Advertisement

Campus Connoisseurs: The Inside Scoop to Life at Harvard

The Active Life

Of course, it's not as important what you study as what you do. The lifeblood of Harvard is its extracurricular universe; with more than 250 independent student groups, everyone gets to be president.

There are those students who plunge their very souls into their extracurriculars. (We at The Crimson wouldn't know anything about that.) One minute you have perfectly normal roommates, and the next they've vanished to produce the Hasty Pudding Show (Harvard's annual drag extravaganza), plan cultural fairs for the Asian American Association (the largest group on campus) or dress up as stags for midnight rituals of the Science Fiction Association (if they're into that sort of thing).

Some of the oldest, most time-consuming activities generate their own characteristic "types": the smooth-talking future senators of the Institute of Politics, the do-gooders at Phillips Brooks House Association, Harvard's umbrella community service agency, and the oft-maligned windbags of the Undergraduate Council.

Publications range from liberal (Perspective) to conservative (the Salient) and useful (the Let's Go travel guide series) to pointless (the Harvard Lampoon, a semi-secret Sorrento Square social organization that used to occasionally publish a so-called humor magazine).

However, even though Harvard has a $13 billion endowment salted away, most student groups are forced to make do with pennies. Many students were outraged when the administration announced plans earlier this year to rebuild a historic ornamental tower on Memorial Hall rather than a desperately needed student center.

Advertisement

Sports teams have little trouble getting money, though. Surprisingly, Harvard even has a few good teams. The women's hockey team won a national championship this year, and men's tennis includes the best player in the country. But only a few of the rest of us actually make it to games--if you want to join a large and enthusiastic bleacher crowd, try the Big Ten. Athletes' facilities across the river are fantastic, but here in Cambridge, pungent crowds and dated equipment fill gyms used by students and the ubiquitous "Harvard affiliates," the MAC and the QRAC.

Harvard devotes its money to collecting not brand-new treadmills but timeworn treasures. There are lots of benefits to Harvard you may never get around to using (the Gutenberg Bible?), but you'll feel vaguely good just knowing they're there. Go see a former dictator speak at the Kennedy School of Government. So many world leaders come you simply won't have time for any who lead countries smaller than France.

The Social Life

But forget lectures--the question you want answered is whether the social life is as terrible as you've heard.

Legend has it that Harvard is inhabited by a tribe of pasty-faced "former" geeks for whom social life consists of reading Nietzsche into the wee hours and obsessively checking e-mail. That isn't true, of course...or at least, it isn't entirely true.

Social life begins at home, first in randomly assigned entryways, and from sophomore year on in up to 16-person blocking groups (the core group of friends with whom you receive your Housing assignment). For students in a rush, grab-and-go lunches in Loker Commons are the norm, but it's not so unusual either to linger over an empty tray in your House dining hall through three cycles of conversation.

Don't worry, Harvard does have parties, at least on the weekend. Extracurricular groups and House committees plan dances (ranging from the tragically lame Bare as You Dare to the pleasantly lame Leverett '80s Dance). The calendar is sprinkled with formals, especially in the spring--look for the Eliot House Fete, which features chocolate-covered strawberries and swing dancing.

Room parties are often fun, particularly if you know the hosts; other times they're just loud, sweaty and invaded by the cops at 1 a.m. when the search for alcohol moves elsewhere (check out the Crimson Sports Grille). But for the athlete elite and the first-year women who love them, final clubs, exclusive all-male artifacts from the Roosevelt era--either Roosevelt--offer late-night festivities.

Interrupting the routine are a few marquee social events. The Adams House Masquerade on Halloween weekend succeeds in drawing costumed crowds, but good luck elbowing your way through the door. Though a shadow of its former self, the Harvard-Yale Game in November is the only time you'll see an outpouring of school spirit. Head of the Charles, a regatta weekend in the fall, is more fun for the legions of tourists than the students they inconvenience. And don't be fooled by the excitement of pre-frosh weekend--it's when the admissions brochure in all of us comes out.

Harvard Square is a magnet for young people in boring suburbs. The Pit People are only the most colorful example--they're the flock of pierced, dyed, leather-clad youths next to the T stop.

The Square is actually fairly cosmopolitan, with an abundance of restaurants and shops. It's also pricey and corporate--Abercrombie & Fitch is planning to open a branch across from the Coop next year. "Good Will Hunting" hangout Au Bon Pain and the ubiquitous Store 24 and CVS are downscale retreats.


▸ **Task brief**
The records below must be returned in full and unaltered.

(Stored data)
# # # # #
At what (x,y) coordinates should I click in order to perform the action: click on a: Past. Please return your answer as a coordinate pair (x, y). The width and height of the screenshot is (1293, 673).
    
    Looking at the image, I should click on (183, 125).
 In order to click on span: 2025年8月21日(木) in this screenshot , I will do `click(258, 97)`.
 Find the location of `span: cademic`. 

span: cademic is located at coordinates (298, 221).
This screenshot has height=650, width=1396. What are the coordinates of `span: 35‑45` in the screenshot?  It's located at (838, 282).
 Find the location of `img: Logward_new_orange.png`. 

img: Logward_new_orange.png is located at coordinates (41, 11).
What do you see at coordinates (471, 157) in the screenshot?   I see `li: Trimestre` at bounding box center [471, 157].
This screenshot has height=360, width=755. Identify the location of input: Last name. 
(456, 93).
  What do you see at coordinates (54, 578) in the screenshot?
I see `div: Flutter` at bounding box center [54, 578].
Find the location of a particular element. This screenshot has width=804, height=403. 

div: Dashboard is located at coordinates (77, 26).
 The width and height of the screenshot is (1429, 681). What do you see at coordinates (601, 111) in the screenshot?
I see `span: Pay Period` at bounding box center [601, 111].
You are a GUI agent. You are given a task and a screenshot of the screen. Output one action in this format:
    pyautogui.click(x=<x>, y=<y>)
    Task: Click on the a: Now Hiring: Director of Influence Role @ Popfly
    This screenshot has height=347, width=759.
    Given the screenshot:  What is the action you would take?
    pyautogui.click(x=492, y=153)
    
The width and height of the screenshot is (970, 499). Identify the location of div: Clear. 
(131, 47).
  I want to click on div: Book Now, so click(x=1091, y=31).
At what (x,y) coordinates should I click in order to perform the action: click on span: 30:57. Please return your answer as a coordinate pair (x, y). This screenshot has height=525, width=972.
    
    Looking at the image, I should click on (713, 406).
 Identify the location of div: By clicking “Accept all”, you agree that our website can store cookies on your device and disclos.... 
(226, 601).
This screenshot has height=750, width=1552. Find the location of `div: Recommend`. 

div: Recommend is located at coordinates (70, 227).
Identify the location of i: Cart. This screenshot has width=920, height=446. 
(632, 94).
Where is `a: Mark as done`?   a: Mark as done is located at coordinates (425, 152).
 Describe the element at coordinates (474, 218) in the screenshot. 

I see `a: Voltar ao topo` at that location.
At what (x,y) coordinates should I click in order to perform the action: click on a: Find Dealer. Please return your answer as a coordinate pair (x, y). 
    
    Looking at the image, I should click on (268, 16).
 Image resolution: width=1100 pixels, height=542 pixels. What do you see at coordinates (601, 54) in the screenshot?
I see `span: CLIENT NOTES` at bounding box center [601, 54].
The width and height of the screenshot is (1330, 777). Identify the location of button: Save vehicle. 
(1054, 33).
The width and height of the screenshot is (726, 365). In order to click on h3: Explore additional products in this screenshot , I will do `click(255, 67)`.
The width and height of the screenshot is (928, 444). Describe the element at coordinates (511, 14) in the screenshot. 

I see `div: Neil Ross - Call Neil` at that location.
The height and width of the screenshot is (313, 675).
# # # # #
▸ **Answer box**
At what (x,y) coordinates should I click in order to perform the action: click on a: Past. Please return your answer as a coordinate pair (x, y). The width and height of the screenshot is (1293, 673).
    
    Looking at the image, I should click on (183, 125).
 In order to click on span: 2025年8月21日(木) in this screenshot , I will do `click(258, 97)`.
 Find the location of `span: cademic`. 

span: cademic is located at coordinates (298, 221).
This screenshot has height=650, width=1396. What are the coordinates of `span: 35‑45` in the screenshot?  It's located at (838, 282).
 Find the location of `img: Logward_new_orange.png`. 

img: Logward_new_orange.png is located at coordinates (41, 11).
What do you see at coordinates (471, 157) in the screenshot?   I see `li: Trimestre` at bounding box center [471, 157].
This screenshot has height=360, width=755. Identify the location of input: Last name. 
(456, 93).
  What do you see at coordinates (54, 578) in the screenshot?
I see `div: Flutter` at bounding box center [54, 578].
Find the location of a particular element. This screenshot has width=804, height=403. 

div: Dashboard is located at coordinates (77, 26).
 The width and height of the screenshot is (1429, 681). What do you see at coordinates (601, 111) in the screenshot?
I see `span: Pay Period` at bounding box center [601, 111].
You are a GUI agent. You are given a task and a screenshot of the screen. Output one action in this format:
    pyautogui.click(x=<x>, y=<y>)
    Task: Click on the a: Now Hiring: Director of Influence Role @ Popfly
    This screenshot has height=347, width=759.
    Given the screenshot:  What is the action you would take?
    pyautogui.click(x=492, y=153)
    
The width and height of the screenshot is (970, 499). Identify the location of div: Clear. 
(131, 47).
  I want to click on div: Book Now, so click(x=1091, y=31).
At what (x,y) coordinates should I click in order to perform the action: click on span: 30:57. Please return your answer as a coordinate pair (x, y). This screenshot has height=525, width=972.
    
    Looking at the image, I should click on (713, 406).
 Identify the location of div: By clicking “Accept all”, you agree that our website can store cookies on your device and disclos.... 
(226, 601).
This screenshot has height=750, width=1552. Find the location of `div: Recommend`. 

div: Recommend is located at coordinates (70, 227).
Identify the location of i: Cart. This screenshot has width=920, height=446. 
(632, 94).
Where is `a: Mark as done`?   a: Mark as done is located at coordinates (425, 152).
 Describe the element at coordinates (474, 218) in the screenshot. 

I see `a: Voltar ao topo` at that location.
At what (x,y) coordinates should I click in order to perform the action: click on a: Find Dealer. Please return your answer as a coordinate pair (x, y). 
    
    Looking at the image, I should click on (268, 16).
 Image resolution: width=1100 pixels, height=542 pixels. What do you see at coordinates (601, 54) in the screenshot?
I see `span: CLIENT NOTES` at bounding box center [601, 54].
The width and height of the screenshot is (1330, 777). Identify the location of button: Save vehicle. 
(1054, 33).
The width and height of the screenshot is (726, 365). In order to click on h3: Explore additional products in this screenshot , I will do `click(255, 67)`.
The width and height of the screenshot is (928, 444). Describe the element at coordinates (511, 14) in the screenshot. 

I see `div: Neil Ross - Call Neil` at that location.
The height and width of the screenshot is (313, 675).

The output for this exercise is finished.